Some residents were told by others that the real reason they’re being forced to leave so quickly is because Yosemite wants to use the land as a staging area for construction equipment for various Yosemite projects starting this spring.

The recent letters to residents don’t mention that, but Gediman confirmed it when asked for this story. The site being used as a construction area is ironic to some who recall residents being punished with community service for disturbing dirt in their yards and park rangers there trying to protect elderberry longhorn beetles. The area is also an archaeological site, with ancient mortar holes on boulders – circular depressions created by Native Americans while grinding food.

Gediman said some major, multi-million-dollar Yosemite projects that might benefit from the trailer park being used as a construction staging area include a new planned wastewater treatment facility in El Portal, work on Glacier Point and Tioga roads, and campground rehabilitation.

“This is the administrative site,” Gediman said of El Portal. “The area is designed to meet the administrative needs of the park.
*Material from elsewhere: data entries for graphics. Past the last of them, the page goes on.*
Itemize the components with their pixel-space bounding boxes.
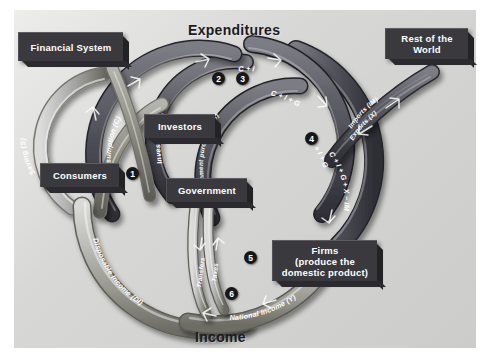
marker-5: 5 bbox=[244, 251, 257, 264]
box-firms-line2: (produce the bbox=[295, 256, 355, 267]
box-firms-line1: Firms bbox=[312, 245, 339, 256]
marker-2: 2 bbox=[212, 72, 225, 85]
box-financial-system-label: Financial System bbox=[31, 42, 112, 53]
box-rest-of-the-world-line1: Rest of the bbox=[401, 33, 452, 44]
box-investors[interactable]: Investors bbox=[144, 114, 215, 138]
marker-4: 4 bbox=[305, 132, 318, 145]
box-financial-system[interactable]: Financial System bbox=[18, 32, 123, 61]
box-rest-of-the-world[interactable]: Rest of the World bbox=[385, 28, 468, 59]
title-income: Income bbox=[195, 329, 246, 345]
marker-1: 1 bbox=[126, 167, 139, 180]
box-government[interactable]: Government bbox=[166, 178, 247, 202]
box-investors-label: Investors bbox=[158, 121, 202, 132]
box-rest-of-the-world-line2: World bbox=[413, 44, 441, 55]
box-consumers-label: Consumers bbox=[53, 170, 107, 181]
marker-6: 6 bbox=[225, 287, 238, 300]
box-firms-line3: domestic product) bbox=[282, 267, 368, 278]
box-government-label: Government bbox=[178, 185, 236, 196]
title-expenditures: Expenditures bbox=[188, 22, 280, 38]
box-consumers[interactable]: Consumers bbox=[40, 163, 119, 187]
marker-3: 3 bbox=[236, 72, 249, 85]
figure-canvas: Saving (S) Consumption (C) Investment (I… bbox=[0, 0, 490, 364]
box-firms[interactable]: Firms (produce the domestic product) bbox=[272, 240, 377, 281]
Again, with our budgets coming up and a need for staging area and temporary camping for the construction workers, this is the use that we need in order to operate the park.”

Yosemite recently redid power lines from Yosemite Valley to El Portal, but that didn’t include the El Portal Trailer Park.

PG&E spokesman Denny Boyles said the company looked at El Portal power lines for Yosemite as a courtesy, not as a contractor. Boyles said the company isn’t sharing what it told Yosemite but that “there would never be a time where we would have any kind of authority to recommend a tenant be evicted for any reason.”

A worker who inspected the lines told residents there aren’t safety issues that warrant evictions. But if the infrastructure really is that bad, “why haven’t they been maintaining them?” Harbin asked. “We’ve been paying them this whole time, for years. Why aren’t they out here doing their job?”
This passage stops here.